Friday, June 11, 2004

There's no bridge to Britain

My youngest sister is flying to London today. She'll be there for six or seven weeks taking classes. She's the first person in the immediate family to leave the country.

I talked to both her and my mother this morning. Mom's concerned, of course, and anxious about her baby being so far away. Steph's also nervous, but I think she's trying to cover it up. When I talked to her, she was in the process of re-packing, having decided she didn't have enough clothes already packed.

I don't remember being very concerned when I went away to college, maybe because I knew there would be plenty of other new people around. But I remember the summer after my sophomore year when I came to Iowa to be a camp counselor.

I had never actually visited the camp (on-campus interview). In fact, I had never actually set foot in the state of Iowa prior to this time. I didn't have a car, so my mom drove me over. Inside my head was this constant litany: "I don't know anyone here. What if the other staff don't like me? What if I don't like them? What if I hate it? What have I done?"

Meanwhile, there's this gorgeous scenery going by. I grew up in central Illinois, and I had expected Iowa would look essentially the same. Somehow it's different though. There's more water here for one thing. More gentle hills. More little nooks and crannies.

So there we were, my mother and I, driving through this beautiful landscape, neither of us saying a whole hell of a lot, while I'm silently freaking out. After a long period of silence, out of nowhere mom said, "If you need me, you call, and I can be there in five hours."

I was not quite nineteen at the time, and mom and I were still recovering from my adolescence while struggling to figure out what our adult-to-adult relationship was going to look like. In that moment, I not only knew that mom understood what I was going through, but also that, no matter what I did, she had my back.

Now my sister's just a little over nineteen and she's crossing the ocean. Mom can't drive that far. Still, I just hope Steph knows that no matter what we're all going to be there for her.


◆ WHAT IS REQUIRED
Restate word for word the lines below that run from the one holding "Find snack in" through the one holding "Detect the region containing clothing.", inclusive. Pictures don't belong in the copy.

◆ DATA PROVIDED
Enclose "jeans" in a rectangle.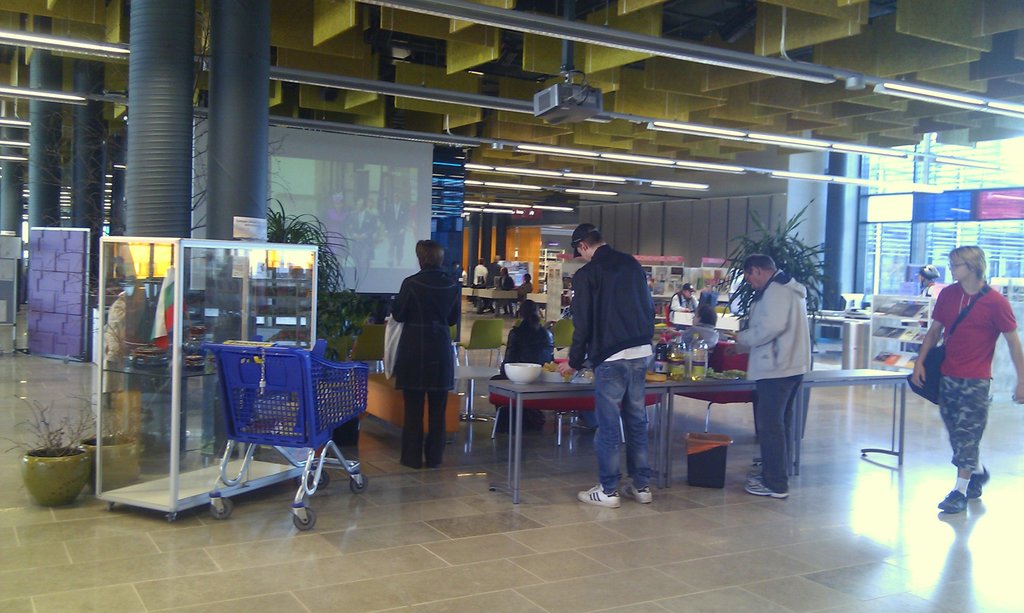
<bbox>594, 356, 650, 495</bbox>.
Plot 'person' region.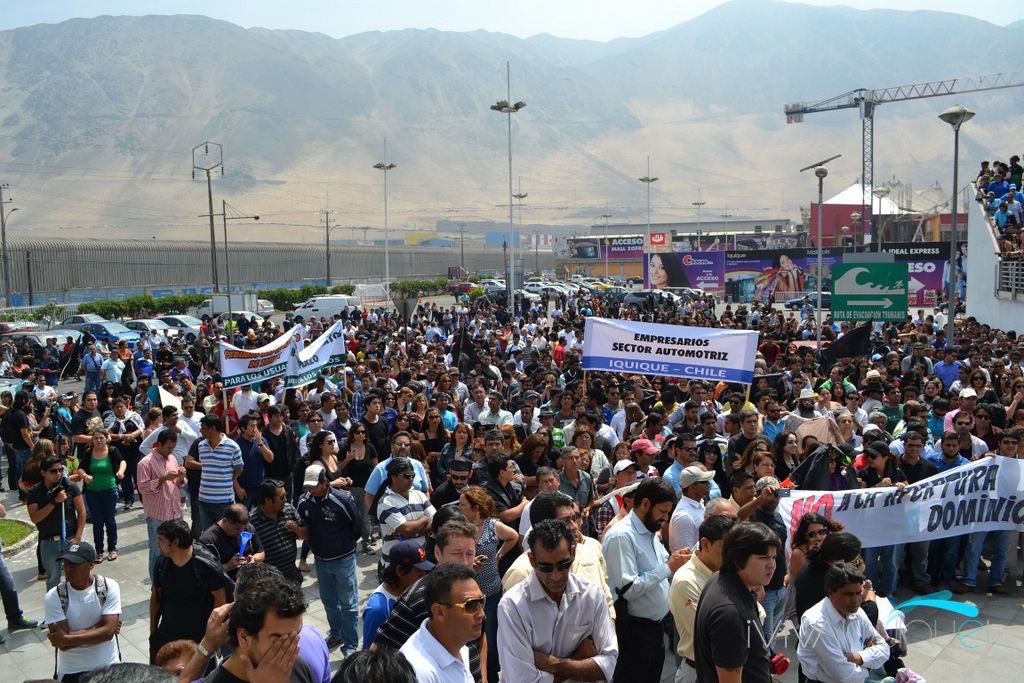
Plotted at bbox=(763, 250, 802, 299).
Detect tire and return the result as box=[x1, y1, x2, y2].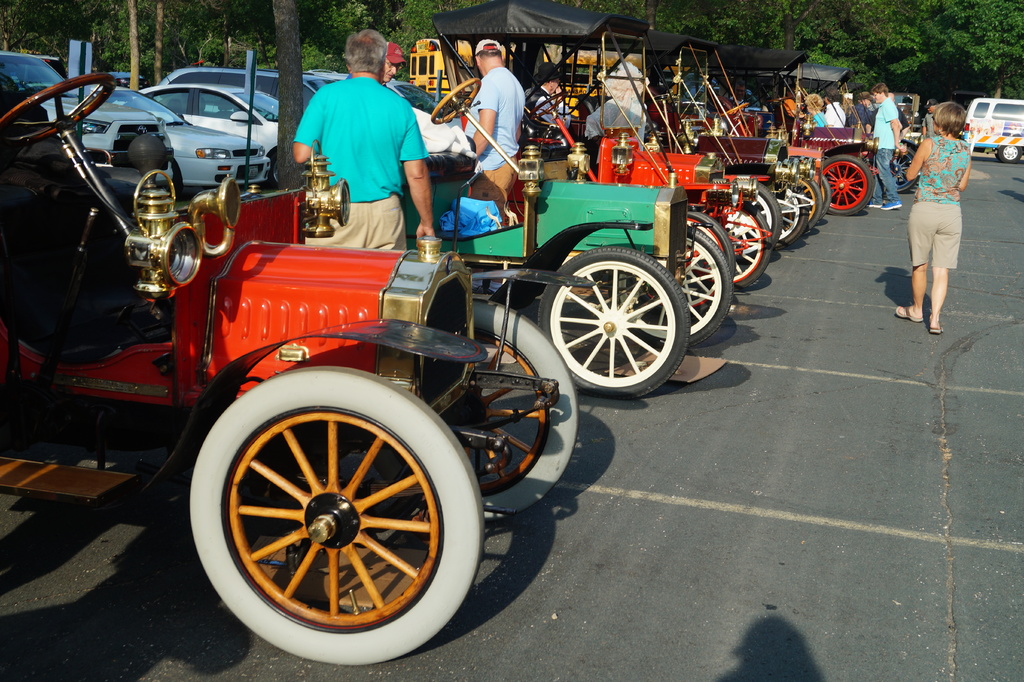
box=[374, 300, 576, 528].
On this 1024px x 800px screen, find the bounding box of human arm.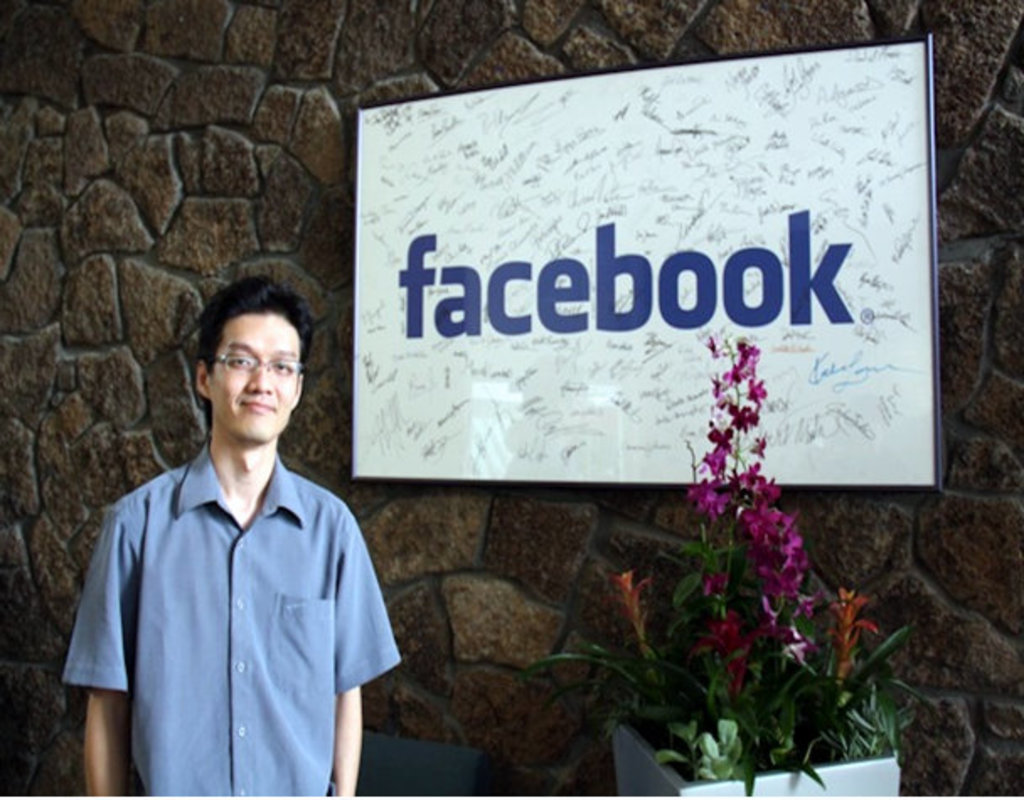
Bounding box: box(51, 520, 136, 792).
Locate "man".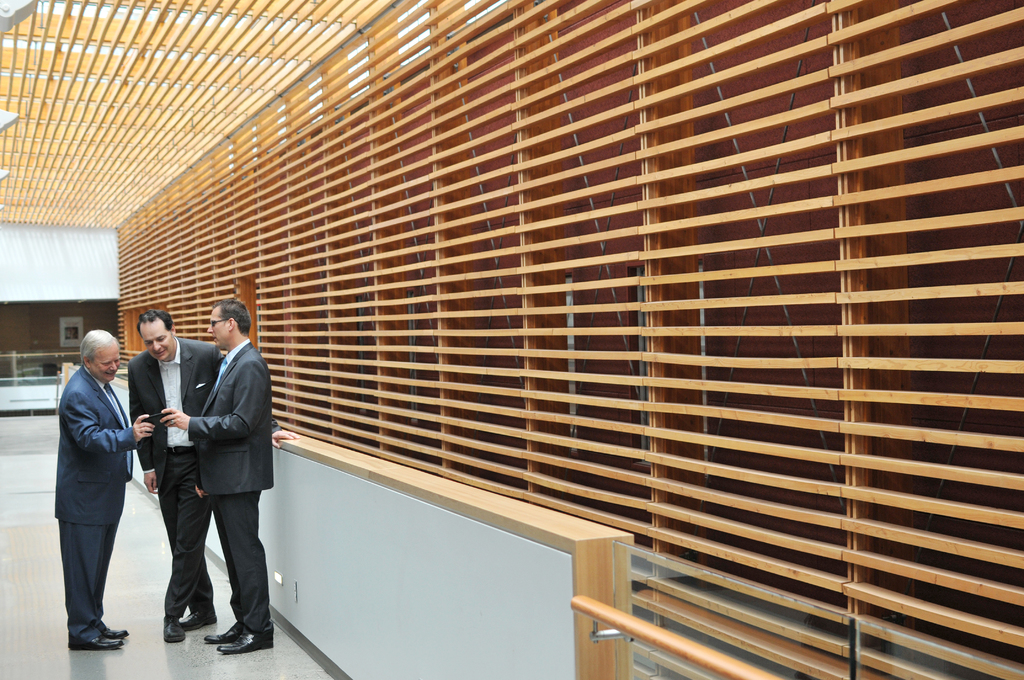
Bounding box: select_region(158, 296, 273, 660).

...

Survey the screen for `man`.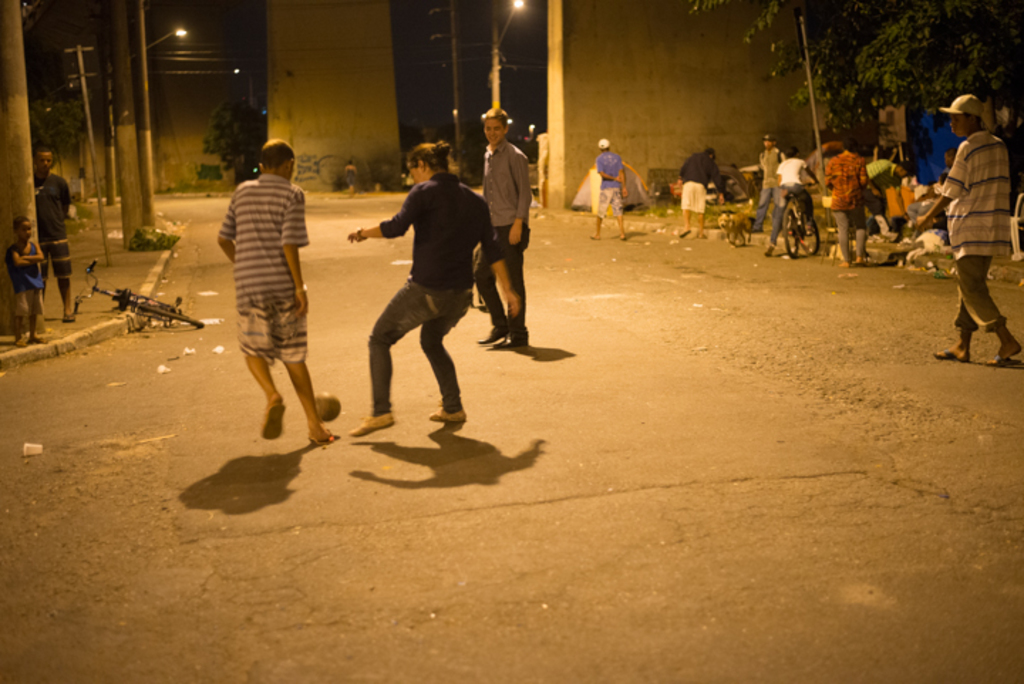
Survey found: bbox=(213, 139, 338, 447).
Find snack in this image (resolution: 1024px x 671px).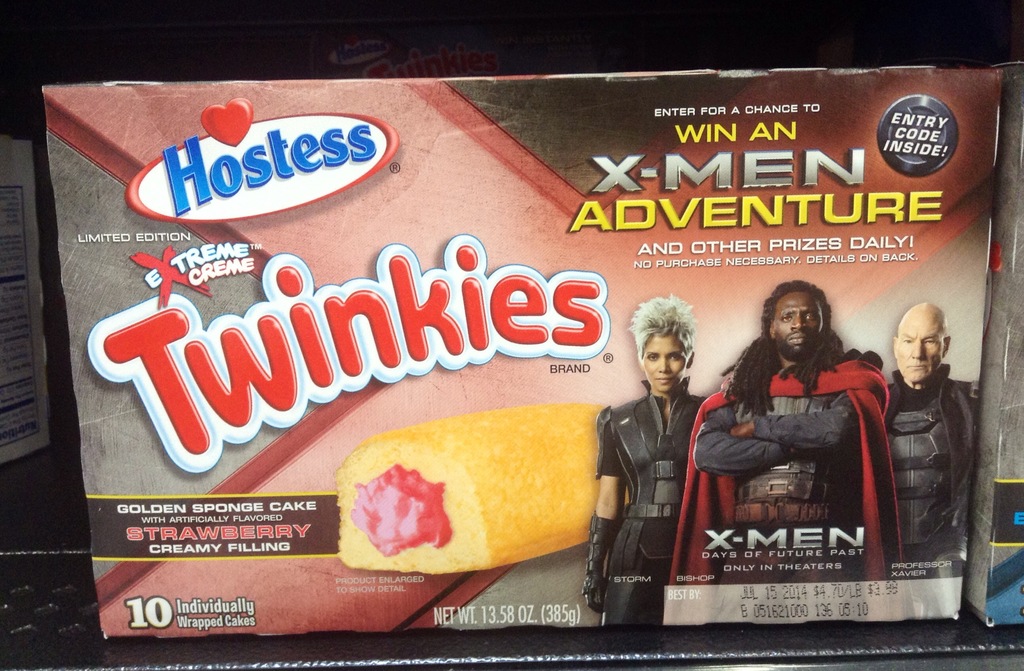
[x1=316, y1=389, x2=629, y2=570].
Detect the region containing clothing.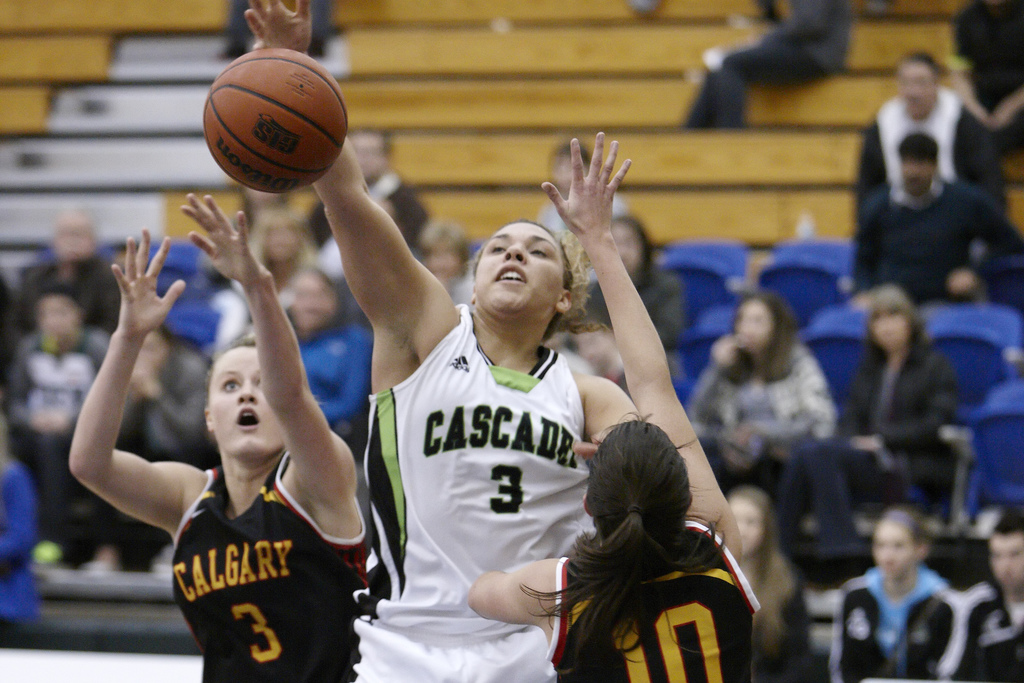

...

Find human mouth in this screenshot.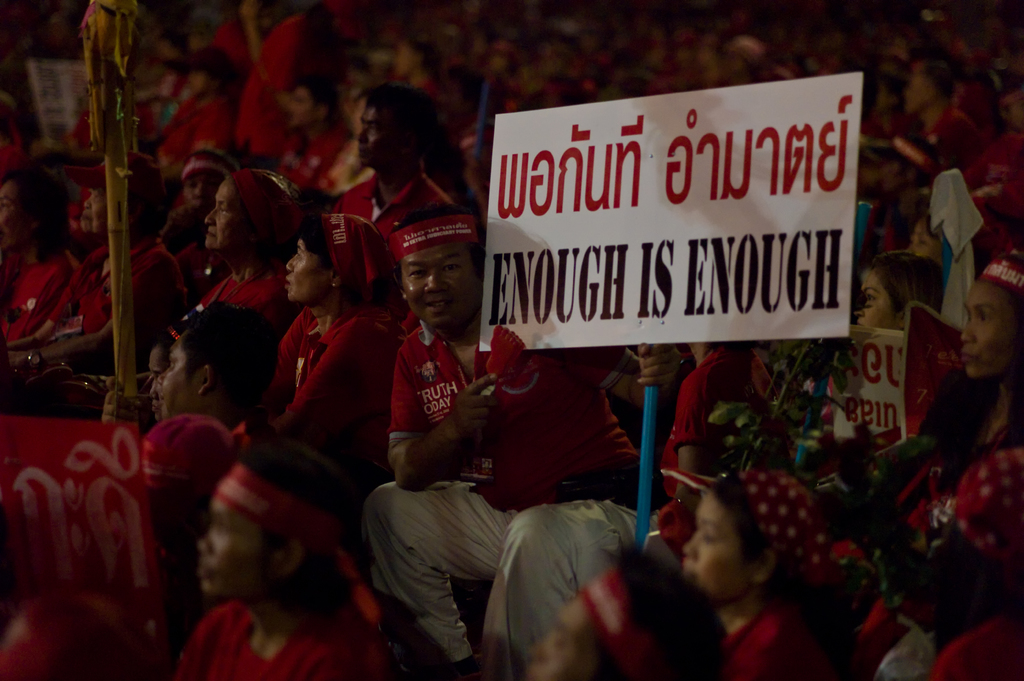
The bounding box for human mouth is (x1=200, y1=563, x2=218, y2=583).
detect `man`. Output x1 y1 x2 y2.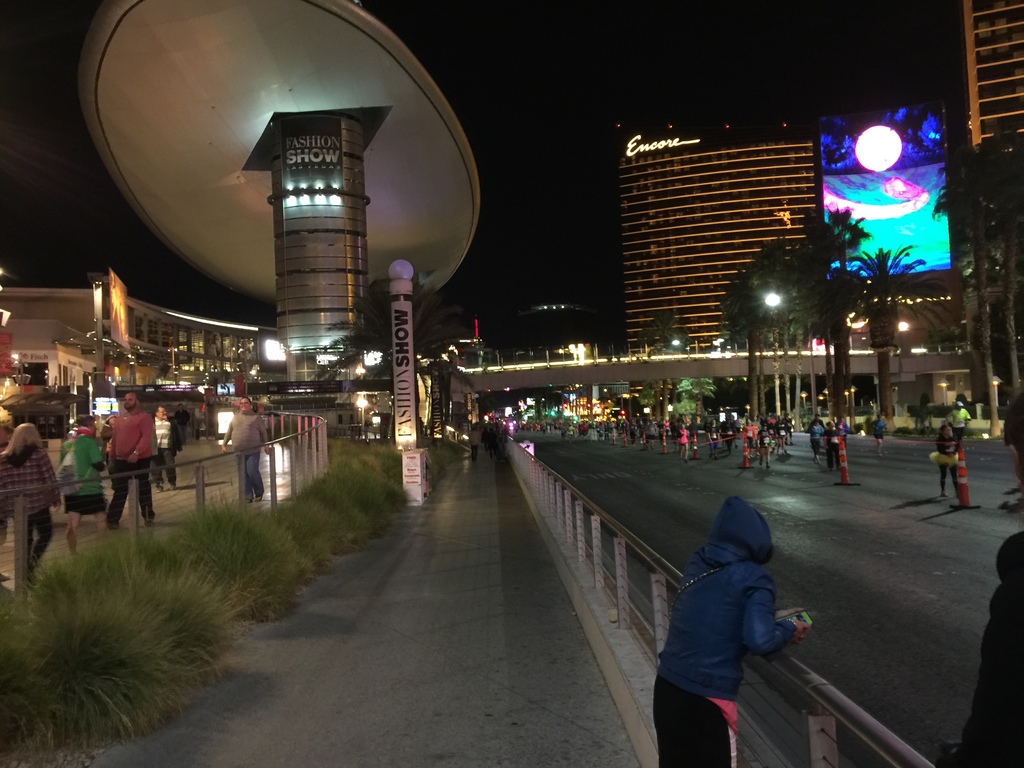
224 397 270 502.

◆ SOLUTION TO THIS TASK
Find snack in this image (resolution: 1024px x 671px).
[x1=316, y1=389, x2=629, y2=570].
Detect the region containing clothing.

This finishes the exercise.